William Stainton Moses was born in Lincolnshire, November 5th, 1839. His father had been headmaster of a grammar-school at Donington, near Lincoln. His mother's family name was Stainton. Mr. Stainton Moses believed that the name Moses had been originally Mostyn, but that an ancestor had changed it in order to avoid some peril in the time of the Commonwealth. There seems no reason to suppose that the family, which had been for some time settled in Lincolnshire, was of Jewish descent Mrs. Moses - still living and vigorous (1893) at the age of ninety-one - was a serious and intelligent woman, and brought up her only son with pious care. He showed ability; and the family moved to Bedford, about 1852, that he might have the advantage of education at Bedford College. There he did well, and in due time gained a scholarship at Exeter College, Oxford. In his school days he occasionally walked in his sleep, and on one occasion his mother saw him go down into the sitting-room and write an essay on a subject which had puzzled him on the previous evening, and return to bed without awaking. The essay thus written was the best of those sent up by the class that day (Mr. Moses tells us), and was fully up to the level of his waking performances.
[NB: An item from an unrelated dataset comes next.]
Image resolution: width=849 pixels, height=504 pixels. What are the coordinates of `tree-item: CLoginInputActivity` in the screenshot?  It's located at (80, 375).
This is the only incident of which I have heard which in any way foreshadowed his future gift. He is not recorded as having been a specially nervous or excitable child 5 and he was at this time strong and healthy. In after life his health was bad; but his troubles were mainly respiratory - constantly recurring catarrh and bronchitis - until near the end of his life, when he was attacked by Bright's disease, which ultimately caused his death. His phenomena, it may be observed, were at their best when he was in his best health, and declined or disappeared altogether when he was ill.
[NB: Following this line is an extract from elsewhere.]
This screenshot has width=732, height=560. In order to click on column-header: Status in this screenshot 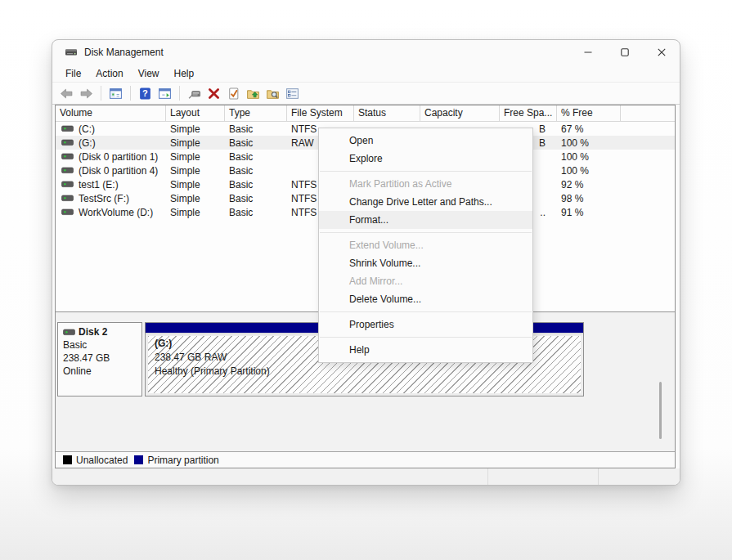, I will do `click(388, 113)`.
To return to his Oxford career. At Oxford he was an ambitious and hard-working, but not in other ways a very noticeable, undergraduate. His health broke down from overwork, and he left Oxford without taking a degree, and spent some considerable time in travel, mainly with friends, but in part alone. He was already much interested in theology, and he lived for some six months (none of these dates are very precise) in a monastery on Mount Athos. Beyond the mere fact of his residence on Mount Athos, to which his surviving friends testify, all that is known of this period of seclusion consists of allusions made by his "spirit guides," who say that they directed him thither that he might study the Eastern Church, and be prepared by a comparison of theologies for the reception of a wider truth. Be this as it may, he recovered his health, returned to Oxford, took his degree, was ordained by Bishop Wilberforce, and accepted a curacy at Kirk Maughold, near Ramsey, in the Isle of Man, at the age of twenty-four. He was an active parish clergyman, liked by his parishioners, and holding Anglican views of an ordinary type.
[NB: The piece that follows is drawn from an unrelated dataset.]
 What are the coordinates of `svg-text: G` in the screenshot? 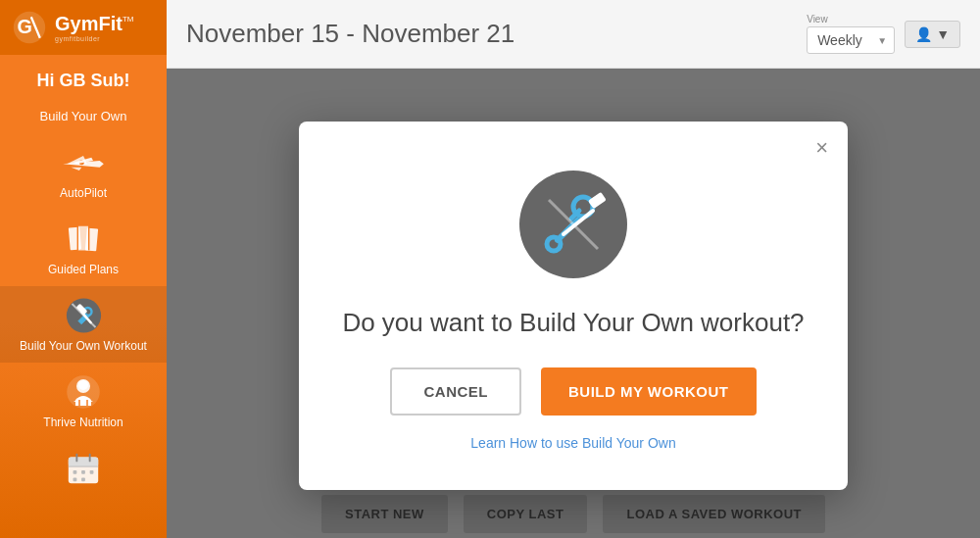 It's located at (24, 26).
On the occasion of an outbreak of small-pox he distinguished himself by his zeal and kindness; and it is recorded that in one case he helped to nurse and to bury a man whose malady was so violent that it was hard to get any one to approach him. During this period also he began to write for periodicals, Punch and the Saturday Review being specially mentioned. The memorial verses to the Rev. F. D. Maurice which appeared in Punch have since been quoted as of Mr. Moses' writing; and I should conceive that his other contributions were probably in this serious strain. He continued to write much, anonymously, for various periodicals during many years of his life, and showed an easy style and a good deal of miscellaneous knowledge.